The Body Under the Criticism
The cruel things said about my body were never the truth. I am allowed to live in this body without earning the right to.
Did your body become a place where criticism gathered — comments about weight, age, appearance, choices? Those comments did not stay where they were said. They moved inward. You may still catch yourself, in the mirror, hearing a voice that is not yours, judging a body that does not deserve to be judged.
The criticism was never about your body. It was about control. People who were trying to keep you small often used your appearance as one of the rooms to do that in, because the body is close to the bone of how a person feels about themselves, and a steady drip of comment — slow, persistent, easily dismissed as nothing — can erode confidence without ever looking, on the surface, like cruelty. Your body was not the problem. The criticism was the problem.
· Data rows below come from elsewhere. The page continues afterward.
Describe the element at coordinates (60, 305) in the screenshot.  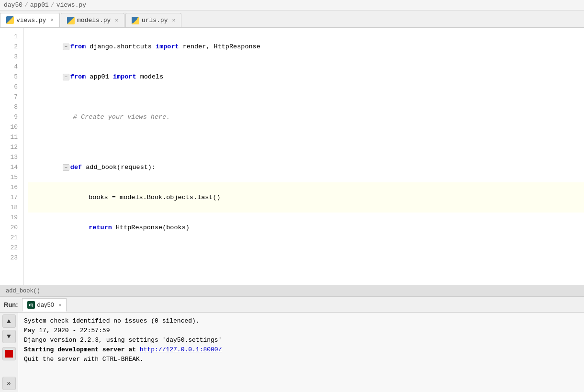
I see `run-tab-close: ×` at that location.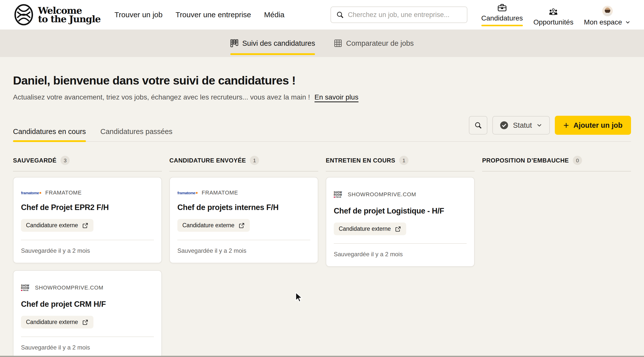  Describe the element at coordinates (521, 125) in the screenshot. I see `status-filter-dropdown: Statut` at that location.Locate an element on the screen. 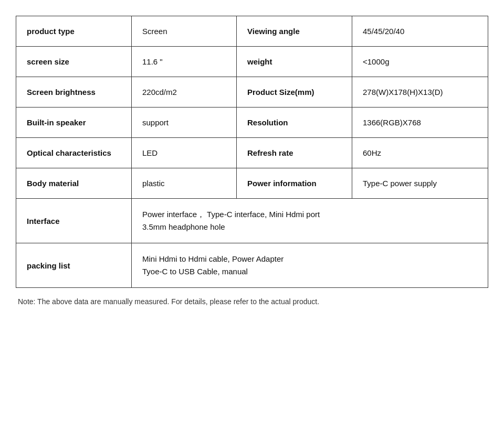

You are allowed to look in the mirror and notice when an unkind thought rises, and to ask, quietly, whose voice that is. If it sounds like someone who used to belittle you, it does not deserve your agreement. You can talk back, gently. "That is not mine. This body is fine. This body is mine."
You do not have to love your body to live well in it. Some days you may. Some days you may not. The aim is not constant adoration. The aim is something quieter — a steady kindness toward the body that carried you through, regardless of how it looks on any given day. Your body is the place where your life happens. That is reason enough to treat it with care.
Your worth was never measured by your appearance. It is not measured by your appearance now. The size of your body, the lines on your face, the shape of you on a given day — none of it is the truth of who you are. The truth of who you are lives somewhere kinder and deeper than the mirror.